Pardew uses break effectively

Mon, Aug 20, 2012, 01:00

   

Newcastle Utd 2 Tottenham 1:A STATUE of Bobby Robson stands at the main entrance to Newcastle United’s home and, before matches, fans frequently take turns to be photographed in front of it. When a short detour before kick-off permitted Andre Villas-Boas the chance to admire a sculpture that was erected last spring, memories must have flooded back. “I like it,” said Tottenham’s new manager.

As a teenager growing up in an apartment block in northern Portugal he could not have wished for a better neighbour than the late Newcastle manager. Impressed by Villas-Boas’s tactical deconstruction of his Porto side – something contained in a document slipped beneath Robson’s front door – the former England coach famously began mentoring the 16-year-old, offering him work analysing games and players.

The ensuing 18 years have brought Villas-Boas unprecedented managerial glory at Porto, ignominy at Chelsea and now the real promise of a renaissance with Tottenham. After dominating the first half, Spurs narrowly lost this match due to an amalgam of characteristically clever second-half tweaking on Alan Pardew’s part, Hatem Ben Arfa’s talent-laden intelligence, Demba Ba’s opportunism and Villa-Boas’s current shortage of established strikers.

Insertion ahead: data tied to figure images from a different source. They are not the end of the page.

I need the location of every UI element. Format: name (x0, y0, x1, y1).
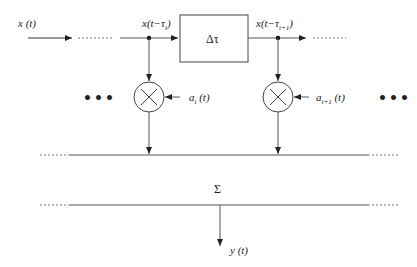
tap-i1-label: x(t−τi+1) (256, 18, 293, 32)
coef-i1-label-arg: (t) (334, 91, 344, 103)
input-label: x (t) (18, 18, 36, 29)
output-label: y (t) (230, 245, 248, 256)
delay-block-label: Δτ (206, 33, 219, 45)
tap-i1-label-sub: i+1 (279, 24, 289, 32)
coef-i-label-sub: i (195, 98, 197, 106)
coef-i-label-arg: (t) (199, 91, 209, 103)
tap-i1-label-close: ) (289, 17, 293, 29)
ellipsis-left: ••• (83, 91, 116, 105)
tap-i-label-close: ) (167, 17, 171, 29)
sum-label: Σ (214, 183, 221, 195)
tap-i1-label-text: x(t−τ (256, 17, 279, 29)
ellipsis-right: ••• (378, 91, 411, 105)
tap-i-label-text: x(t−τ (142, 17, 165, 29)
tap-i-label: x(t−τi) (142, 18, 171, 32)
coef-i1-label: ai+1 (t) (316, 92, 345, 106)
coef-i-label: ai (t) (189, 92, 210, 106)
coef-i1-label-sub: i+1 (322, 98, 332, 106)
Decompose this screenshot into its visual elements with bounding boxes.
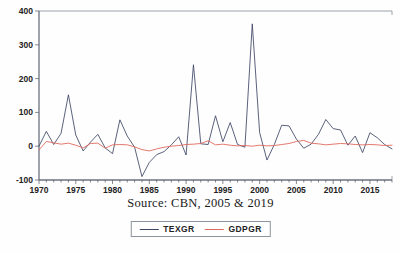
x-tick-label: 1995 xyxy=(213,185,232,195)
chart-legend: TEXGR GDPGR xyxy=(130,221,270,237)
legend-label-gdpgr: GDPGR xyxy=(229,224,262,234)
chart-tick-labels: -100010020030040019701975198019851990199… xyxy=(16,6,380,195)
y-tick-label: 400 xyxy=(19,6,33,16)
y-tick-label: 0 xyxy=(28,141,33,151)
legend-label-texgr: TEXGR xyxy=(163,224,194,234)
chart-figure: -100010020030040019701975198019851990199… xyxy=(0,0,401,253)
x-tick-label: 2015 xyxy=(360,185,379,195)
legend-swatch-gdpgr xyxy=(205,229,224,230)
chart-caption: Source: CBN, 2005 & 2019 xyxy=(0,196,401,211)
line-chart-plot: -100010020030040019701975198019851990199… xyxy=(0,0,401,196)
x-tick-label: 1980 xyxy=(103,185,122,195)
x-tick-label: 1975 xyxy=(66,185,85,195)
legend-item-gdpgr: GDPGR xyxy=(205,224,262,234)
x-tick-label: 1985 xyxy=(140,185,159,195)
y-tick-label: -100 xyxy=(16,175,33,185)
chart-frame xyxy=(39,11,392,180)
x-tick-label: 1990 xyxy=(177,185,196,195)
series-line-gdpgr xyxy=(39,140,392,150)
y-tick-label: 200 xyxy=(19,74,33,84)
x-tick-label: 1970 xyxy=(30,185,49,195)
chart-ticks xyxy=(35,11,392,184)
legend-swatch-texgr xyxy=(139,229,158,230)
x-tick-label: 2005 xyxy=(287,185,306,195)
series-line-texgr xyxy=(39,24,392,177)
y-tick-label: 300 xyxy=(19,40,33,50)
x-tick-label: 2010 xyxy=(324,185,343,195)
chart-series xyxy=(39,24,392,177)
legend-item-texgr: TEXGR xyxy=(139,224,194,234)
x-tick-label: 2000 xyxy=(250,185,269,195)
y-tick-label: 100 xyxy=(19,107,33,117)
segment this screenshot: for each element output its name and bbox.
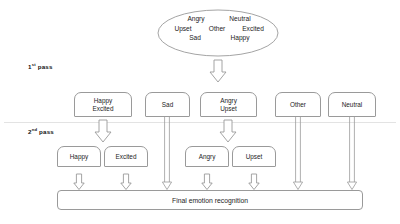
node-angry-upset[interactable]: Angry Upset bbox=[200, 92, 257, 117]
node-final-emotion-recognition[interactable]: Final emotion recognition bbox=[57, 190, 363, 210]
node-happy-line-1: Happy bbox=[70, 153, 88, 161]
node-upset-line-1: Upset bbox=[246, 153, 263, 161]
node-angry-line-1: Angry bbox=[199, 153, 216, 161]
ellipse-label-sad: Sad bbox=[174, 33, 216, 43]
connector-neutral-to-final bbox=[347, 117, 356, 190]
connector-other-to-final bbox=[293, 117, 302, 190]
second-pass-label: 2nd pass bbox=[28, 127, 54, 135]
node-excited-line-1: Excited bbox=[116, 153, 137, 161]
final-emotion-recognition-label: Final emotion recognition bbox=[172, 197, 248, 204]
node-happy[interactable]: Happy bbox=[57, 146, 101, 167]
ellipse-label-angry: Angry bbox=[175, 14, 217, 24]
node-excited[interactable]: Excited bbox=[104, 146, 148, 167]
first-pass-text: pass bbox=[36, 63, 53, 70]
first-pass-label: 1st pass bbox=[28, 62, 53, 70]
arrow-ellipse-to-firstpass bbox=[210, 60, 226, 82]
node-neutral[interactable]: Neutral bbox=[328, 92, 376, 117]
node-happy-excited[interactable]: Happy Excited bbox=[74, 92, 132, 117]
ellipse-label-excited: Excited bbox=[234, 24, 272, 34]
second-pass-text: pass bbox=[37, 128, 54, 135]
node-other[interactable]: Other bbox=[275, 92, 321, 117]
connector-sad-to-final bbox=[162, 117, 171, 190]
ellipse-label-upset: Upset bbox=[166, 24, 200, 34]
arrow-happyexcited-to-split bbox=[95, 120, 111, 142]
arrow-upset-to-final bbox=[249, 174, 259, 190]
node-sad[interactable]: Sad bbox=[145, 92, 190, 117]
node-neutral-line-1: Neutral bbox=[342, 101, 363, 109]
arrow-angry-to-final bbox=[202, 174, 212, 190]
node-angry-upset-line-1: Angry bbox=[220, 97, 237, 105]
arrow-angryupset-to-split bbox=[220, 120, 236, 142]
node-sad-line-1: Sad bbox=[162, 101, 173, 109]
arrow-happy-to-final bbox=[74, 174, 84, 190]
node-angry[interactable]: Angry bbox=[185, 146, 229, 167]
ellipse-label-other: Other bbox=[200, 24, 234, 34]
all-emotions-label-group: Angry Neutral Upset Other Excited Sad Ha… bbox=[164, 14, 274, 43]
diagram-canvas: Angry Neutral Upset Other Excited Sad Ha… bbox=[0, 0, 400, 224]
node-upset[interactable]: Upset bbox=[232, 146, 276, 167]
node-angry-upset-line-2: Upset bbox=[220, 105, 237, 113]
ellipse-label-neutral: Neutral bbox=[217, 14, 263, 24]
node-other-line-1: Other bbox=[290, 101, 306, 109]
node-happy-excited-line-2: Excited bbox=[93, 105, 114, 113]
arrow-excited-to-final bbox=[121, 174, 131, 190]
ellipse-label-happy: Happy bbox=[216, 33, 264, 43]
node-happy-excited-line-1: Happy bbox=[94, 97, 112, 105]
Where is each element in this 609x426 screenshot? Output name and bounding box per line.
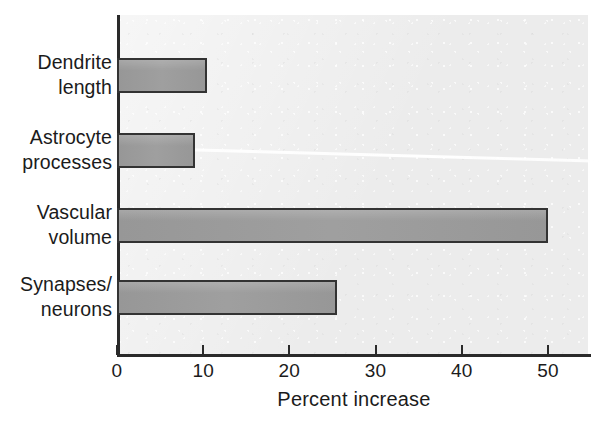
x-tick-label-40: 40 <box>451 359 473 383</box>
x-tick-10 <box>202 345 204 355</box>
bar-chart-figure: Dendrite length Astrocyte processes Vasc… <box>0 0 609 426</box>
bar-dendrite-length <box>117 58 207 93</box>
x-tick-40 <box>461 345 463 355</box>
x-tick-label-30: 30 <box>365 359 387 383</box>
x-axis-title: Percent increase <box>117 386 591 412</box>
x-axis-line <box>117 354 591 357</box>
bar-astrocyte-processes <box>117 133 195 168</box>
bar-synapses-neurons <box>117 280 337 315</box>
category-label-synapses-neurons: Synapses/ neurons <box>0 272 112 322</box>
x-tick-30 <box>375 345 377 355</box>
x-tick-20 <box>288 345 290 355</box>
category-label-vascular-volume: Vascular volume <box>0 200 112 250</box>
x-tick-label-0: 0 <box>112 359 123 383</box>
category-label-dendrite-length: Dendrite length <box>0 50 112 100</box>
x-tick-label-10: 10 <box>192 359 214 383</box>
x-tick-50 <box>547 345 549 355</box>
category-label-astrocyte-processes: Astrocyte processes <box>0 125 112 175</box>
x-tick-label-50: 50 <box>537 359 559 383</box>
bar-vascular-volume <box>117 208 548 243</box>
x-tick-0 <box>116 345 118 355</box>
x-tick-label-20: 20 <box>279 359 301 383</box>
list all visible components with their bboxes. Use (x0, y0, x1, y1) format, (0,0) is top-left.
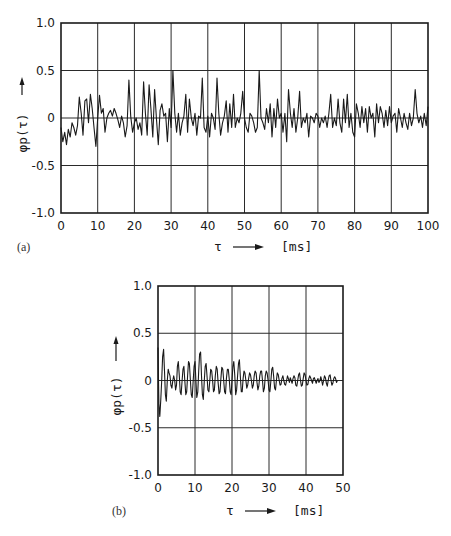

Featuring the impressive Sandro synchronising smoothly with Jake Livermore in central midfield, the first half suggested Tottenham’s new-look 4-2-3-1 formation will cause opponents numerous problems.

Despite Spurs’s eventual defeat all the indications are that little should be read into a subsequently deleted tweet from the omitted Tom Huddlestone, which apparently criticised Harry Redknapp’s successor. “Respect needs earning before being given. Fact,” it read, but the overriding message from the visiting camp is that the Spurs players like Villas-Boas and enjoy his varied, innovative coaching.

Reverting to an essentially 4-4-2 guise designed to afford Demba Ba a central attacking role alongside Papiss Cisse, Newcastle initially appeared clunkily one dimensional and over-reliant on an ineffective barrage of long balls. If Jermain Defoe and Gareth Bale had not hit a post and bar respectively, Tottenham would have been comfortably ahead at the interval.

Reprieved, Pardew used the break extremely well and Newcastle re-emerged in a more fluid, broadly 4-3-3 configuration. Facilitated by Ba’s relocation to the left, it was designed not only to promote shorter, smarter passing but to maximise Ben Arfa’s menace. When Kyle Walker inadvertently headed Danny Simpson’s cross into Ba’s path, the striker swivelled seamlessly before sending the ball curling imperiously towards the top corner.

It was Ba’s first goal for seven months. After scoring 16 times before New Year last season, his shooting boots proved defective when occupying a similar left-wing role supporting Cisse last spring.

After Pardew’s mindless shove on an assistant referee Stuart Burt over a disputed throw-in got him banished to the stands he watched Defoe equalise adroitly.

But if Ben Arfa’s diligence in tracking back suggested he is now a player who can safely be delegated defensive responsibility, attacking improvisation remains the France international’s forte.

In drawing Sandro and Livermore into the fouls which brought them bookings, he had prised the game open and now enticed Lennon into bringing him down in the area after running into the narrow gap between the winger and Rafael van der Vaart.

Ba was left looking startled when Ben Arfa seized the ball before sending Brad Friedel the wrong way from the penalty spot.

Pardew expects to be charged by the English FA today over the Burt incident and will not contest the charge.

“I’m still embarrassed about what I did,” he said. “I’ve never done anything like that before.

“I’ve apologised to him and I can’t really do any more than that.”